The first week of Season 3 is drawing to a close, and with it we are all preparing to open our weekly disappointment boxes with reset and rejoice as for the one and only time in a tier they’re all but guaranteed to drop an upgrade. That leads one to a very important question: what should you pick?

This is not a complete guide to all of the good items in Shadowlands. The good items you know and love like Poxstorm and Blood Spattered Scale are still very, very good, and the rule of thumb for items without special effects (ilvl > all) remains true. Instead, it is a quick reference covering new items to watch for.

Tier Items

First on the list is, of course, items for our tier set: Garb of the Grand Upwelling. These are kind-of obvious, but I want to highlight them because there are virtually no scenarios in which you should skip taking a tier item unless you’ve already got a tier item in that slot. Obtaining the 4-piece bonus is far more powerful and important than any singular item, trinket, or weapon can provide.

If you’re not raiding and have an exceptional Mythic+ item (like Blood Spattered Scale) drop, you may consider taking that over a tier piece. However, this will delay completing your tier set and is thus difficult to recommend—event if passing on a Scale feels bad.

Raid Trinkets

There are two new raid trinkets that are noteworthy for Brewmasters, both damage-oriented: Cache of Acquired Treasures (from Artificer Xy’mox) and Bells of the Endless Feast (from Skolex). Both trinkets do substantial damage—with caveats.

Cache does exceptional damage on AoE if you select the Axe weapon from the cache (check for the Axe buff on your character), but is on a 3-minute cooldown so it won’t be around for every pull in a key or every add set on most boss fights. The other two options (Wand: big single-target burst, poor sustained throughput; Sword: haste buff).

In contrast, Bell does some truly impressive single-target DPS if you are attacking a single target for an extended period of time. This trinket works by stacking a buff up to 100 on a target, at which point they take a burst of damage. If a target becomes inaccessible or you have to stop attacking it, then this trinket drops in value massively.

There are a couple of trinkets that are noticeably worse, though they may appear good on the surface. Pocket Protoforge (from Lihuvim) looks like a compelling HPS trinket in the vein of Bloodthirsty Urchin. However, the healing done is fairly insignificant (~200 hps from a normal version).

Lastly, Pulsating Riftshard (from Artificer Xy’mox) got some last-minute tuning that changed it from a weaker but acceptable version of Blood Spattered Scale to simply a bad DPS trinket with minor defensive upside. You can expect a shield of about 25k on single-target from a Heroic copy of the trinket, with values up to 40k on AoE. That is to say: about half of what you’ll get from Blood-Spattered Scale on AoE. It does more damage than BSS, but not enough more to take it over a DPS trinket. If you don’t have other great vault options, this trinket is okay—but it is not a top-tier pick.

Dungeon Trinkets

The introduction of the Tazavesh dungeons has added two noteworthy trinkets to the pool: Ticking Sack of Terror (from Streets of Wonder, aka Lower Tazavesh) and Codex of the First Technique (also from Streets of Wonder).

Ticking Sack of Terror is just a good single-target damage trinket. It has a decently high level of variance due to the way it triggers (stacking to 3, then blowing up) since it is possible to have stacks naturally reset due to bad luck. However, the trinket does good damage and is worth picking up.

Codex of the First Technique is a trinket that scales with your incoming damage, and sort-of double-dips with Stagger by reflecting damage both from the initial hit and from Stagger ticks. This makes it a high-risk / high-reward trinket that may do effectively nothing if it procs during periods of low damage intake, but has the potential to do quite a lot of damage if it procs at the right times. However, this item is a bit weirder in that there’s almost no advantage to picking up a max ilvl version of the trinket. Only two parts scale: the static Stamina bonus, and the cap on damage absorbed per hit. Due to Stagger, it is difficult to cap out even a minimum ilvl version of the trinket, so all you’re gaining is a small amount of stamina. For that reason, it is probably worth skipping this item in the vault and picking up one from the end-of-dungeon cache or a Mythic kill instead.

What About…?

The other raid trinkets not covered here are generally middling (and obviously such). Worth it for ilvl? Probably. But not exceptionally bad or good. Additionally, there are several raid trinkets from the final 3 bosses that are not covered here, as they won’t drop from vaults this week (and we haven’t been able to test the live version of any of them).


## WHAT YOU WILL DO
Each line below should be repeated exactly as written, with no pictures carried over.

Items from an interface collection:
╭──

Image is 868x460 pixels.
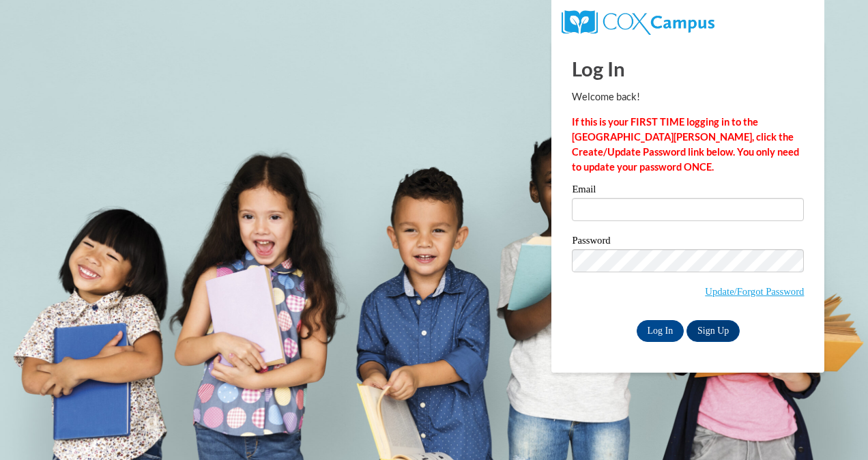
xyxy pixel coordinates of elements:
h1: Log In [571,55,803,82]
label: Password [571,235,803,249]
p: Welcome back! [571,89,803,105]
input: Log In [637,320,684,342]
label: Email [571,184,803,198]
a: COX Campus [562,16,714,27]
strong: If this is your FIRST TIME logging in to the [GEOGRAPHIC_DATA][PERSON_NAME], click the Create/Upd... [571,116,799,173]
a: Update/Forgot Password [705,286,803,297]
img: COX Campus [562,10,714,35]
a: Sign Up [686,320,740,342]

╰──

## WRITTEN ANSWER
Image is 868x460 pixels.
xyxy pixel coordinates of elements:
h1: Log In [571,55,803,82]
label: Password [571,235,803,249]
p: Welcome back! [571,89,803,105]
input: Log In [637,320,684,342]
label: Email [571,184,803,198]
a: COX Campus [562,16,714,27]
strong: If this is your FIRST TIME logging in to the [GEOGRAPHIC_DATA][PERSON_NAME], click the Create/Upd... [571,116,799,173]
a: Update/Forgot Password [705,286,803,297]
img: COX Campus [562,10,714,35]
a: Sign Up [686,320,740,342]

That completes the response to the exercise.